[The Star-Chamber, Volume 2 by W. Harrison Ainsworth]@TWC D-Link bookThe Star-Chamber, Volume 2 CHAPTER XXI 13/16
"Yet now I look at the instrument, it is so." "I obtained this assignment by stratagem," said the promoter; "and I have thereby deprived Sir Giles of the most valuable portion of his spoils; and though; he thinks to win it back again, he will find himself deceived.
My measures are too well taken.
This is the chief prop of the fabric it has taken him so long to rear, and ere long I will shake it wholly in pieces." "But if you have become unlawfully possessed of this property, as would appear to be the case by your own showing, you cannot hope to retain it," said the young knight. "Trust me, Sir Jocelyn, I shall prove a better title to it than Sir Giles could exhibit," rejoined Lanyere; "but this is not a time for full explanation.

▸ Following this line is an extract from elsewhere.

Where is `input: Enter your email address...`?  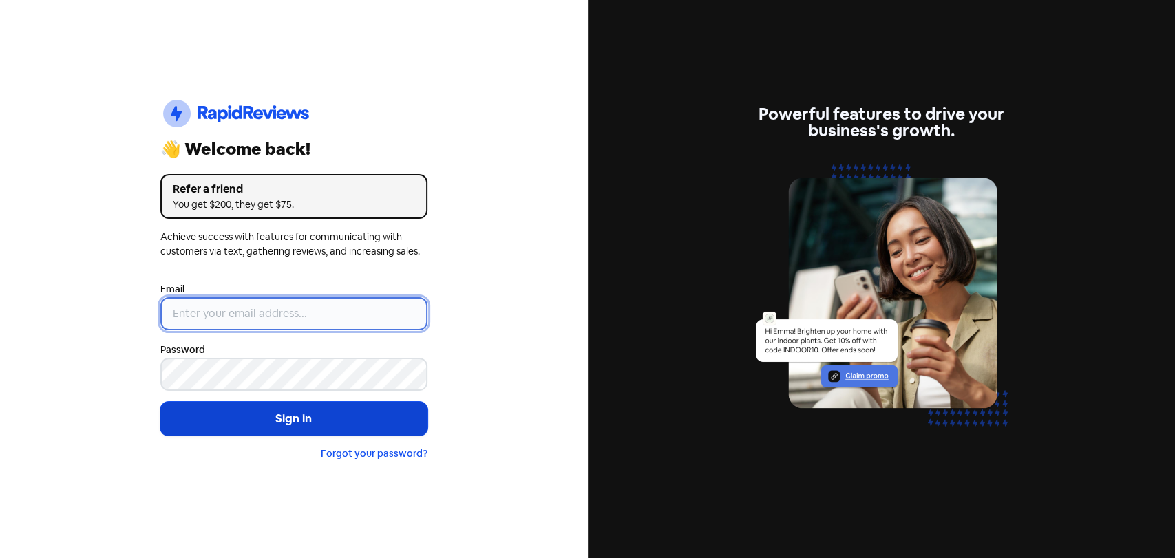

If I carry out my schemes, you will not be the last person benefited by them." "Again, I ask you, what possible interest you can feel in me ?" demanded the young knight with curiosity. "Next to myself, you have been most injured by Sir Giles, and even more than myself are you an object of dislike to him.
These would suffice to excite my sympathy towards you; but I have other and stronger reasons for my friendly feeling towards you, which in due season you shall know." "All your proceedings are mysterious," observed Sir Jocelyn. "They must needs be so from the circumstances in which I am placed.